» Instructions to follow:
Leaving all pictures out, output exactly and only the line containing "What do you see at coordinates (64, 156)" and the lines that follow it to the end of the material below.

------ Excerpted data

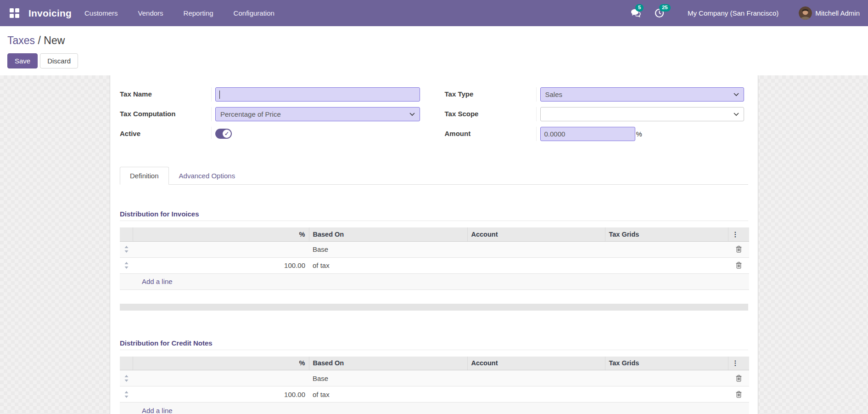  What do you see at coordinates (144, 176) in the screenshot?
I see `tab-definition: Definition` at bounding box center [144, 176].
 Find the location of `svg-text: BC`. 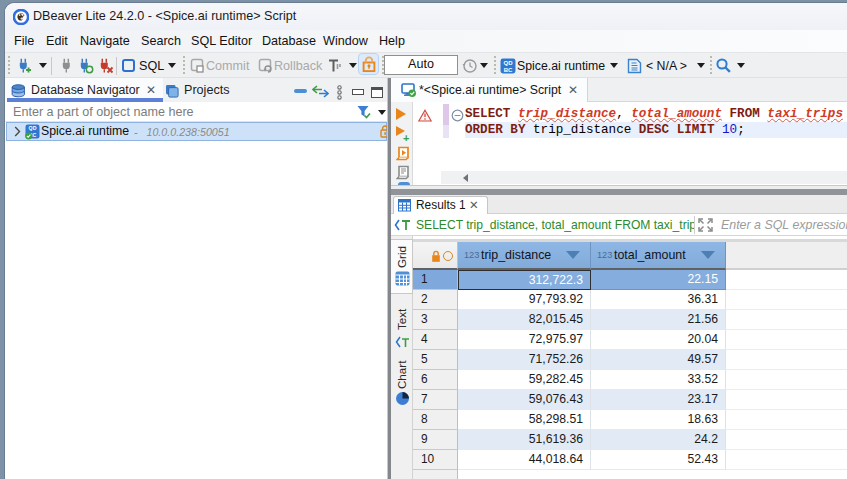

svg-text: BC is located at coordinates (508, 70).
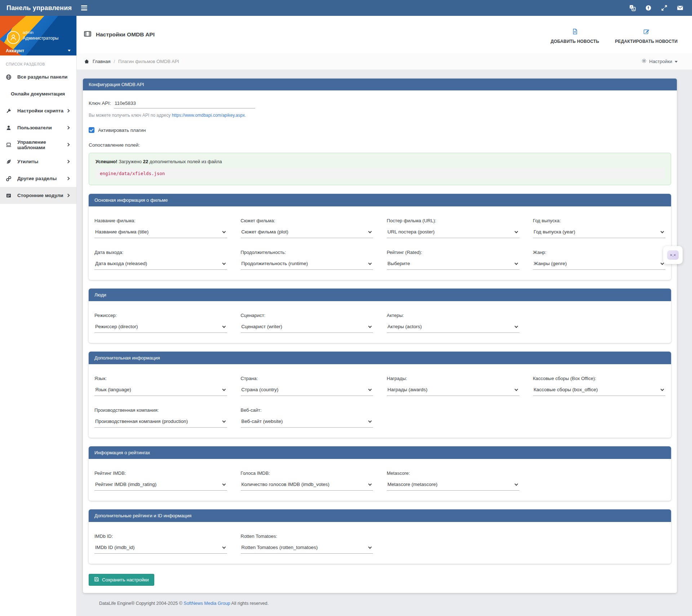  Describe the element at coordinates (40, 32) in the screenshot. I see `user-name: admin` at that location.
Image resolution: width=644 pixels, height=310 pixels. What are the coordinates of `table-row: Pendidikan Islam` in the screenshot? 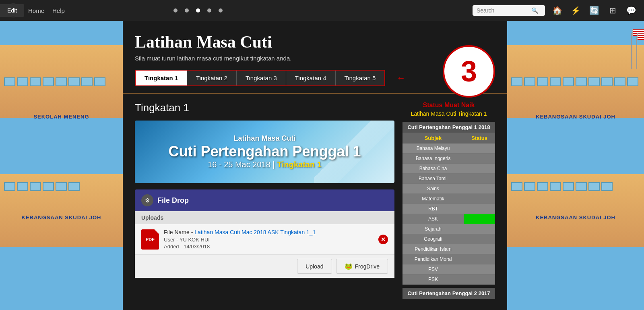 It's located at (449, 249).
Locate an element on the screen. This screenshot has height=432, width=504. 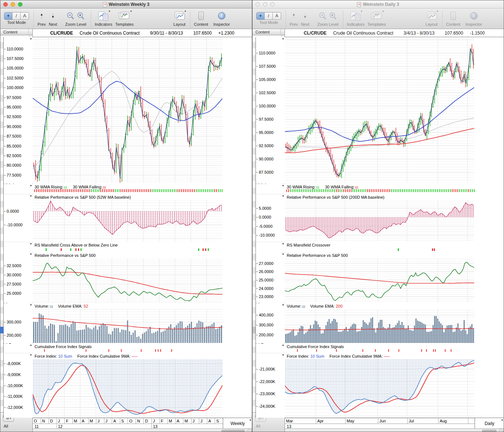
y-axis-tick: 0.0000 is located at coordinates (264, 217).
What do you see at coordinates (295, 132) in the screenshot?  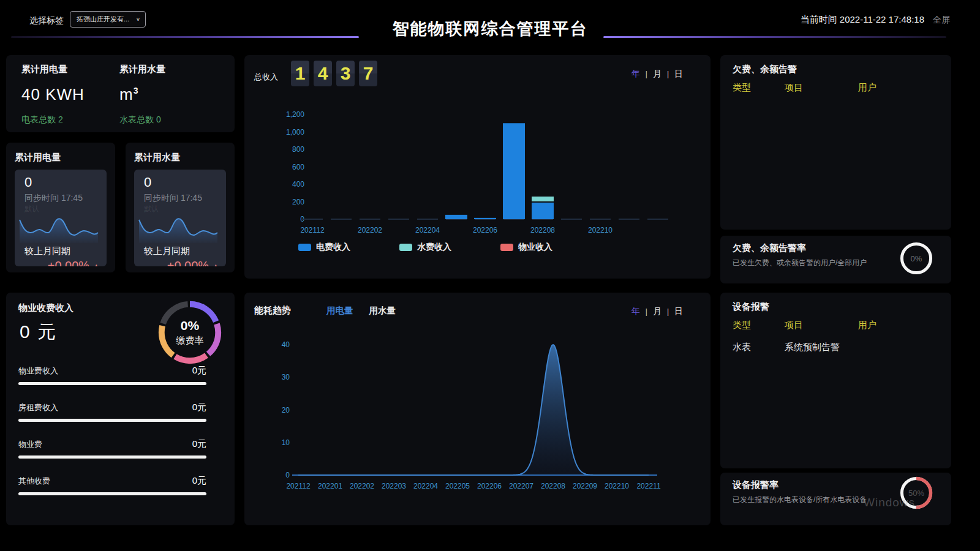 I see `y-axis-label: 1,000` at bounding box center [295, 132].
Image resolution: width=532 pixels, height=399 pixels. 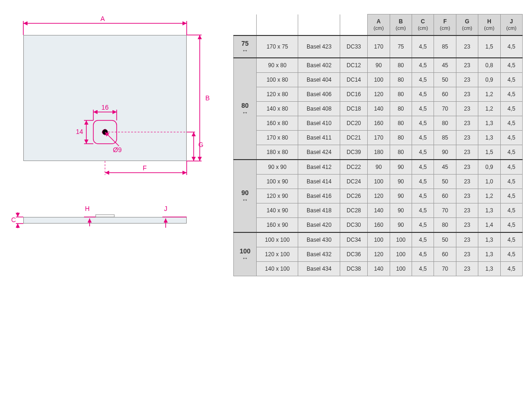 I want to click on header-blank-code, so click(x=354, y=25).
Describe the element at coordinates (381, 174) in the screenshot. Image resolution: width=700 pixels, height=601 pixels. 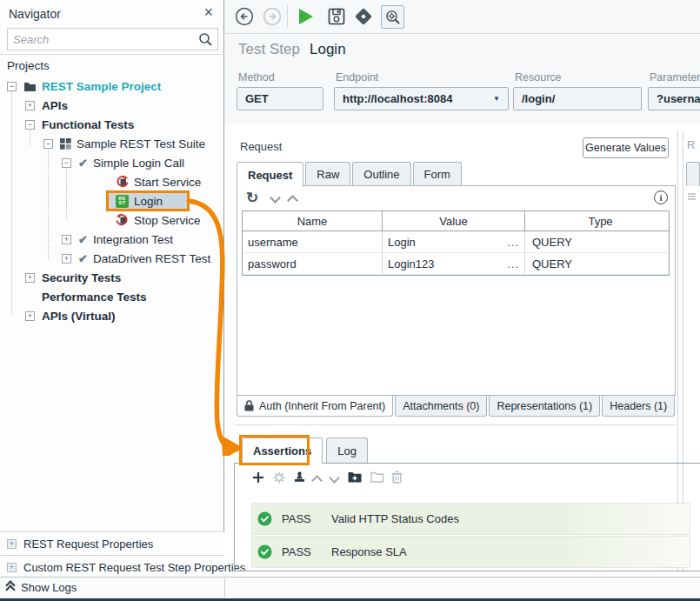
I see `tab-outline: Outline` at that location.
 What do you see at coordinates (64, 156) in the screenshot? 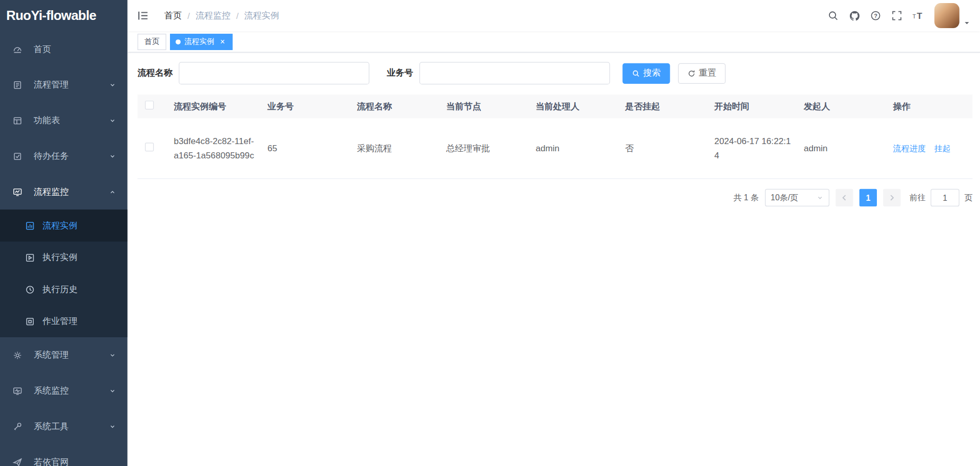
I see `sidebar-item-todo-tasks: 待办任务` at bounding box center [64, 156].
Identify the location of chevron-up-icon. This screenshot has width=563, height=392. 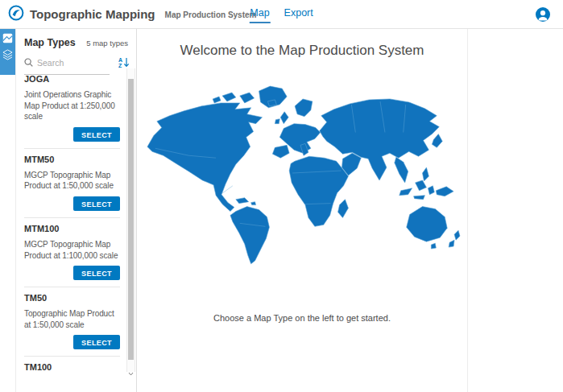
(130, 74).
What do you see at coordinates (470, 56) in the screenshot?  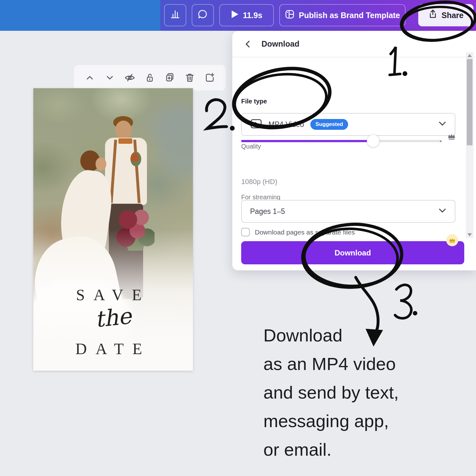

------------

» Expected output:
 What do you see at coordinates (64, 156) in the screenshot? 
I see `sidebar-item-todo-tasks: 待办任务` at bounding box center [64, 156].
Identify the location of chevron-up-icon. This screenshot has width=563, height=392. 
(130, 74).
What do you see at coordinates (470, 56) in the screenshot?  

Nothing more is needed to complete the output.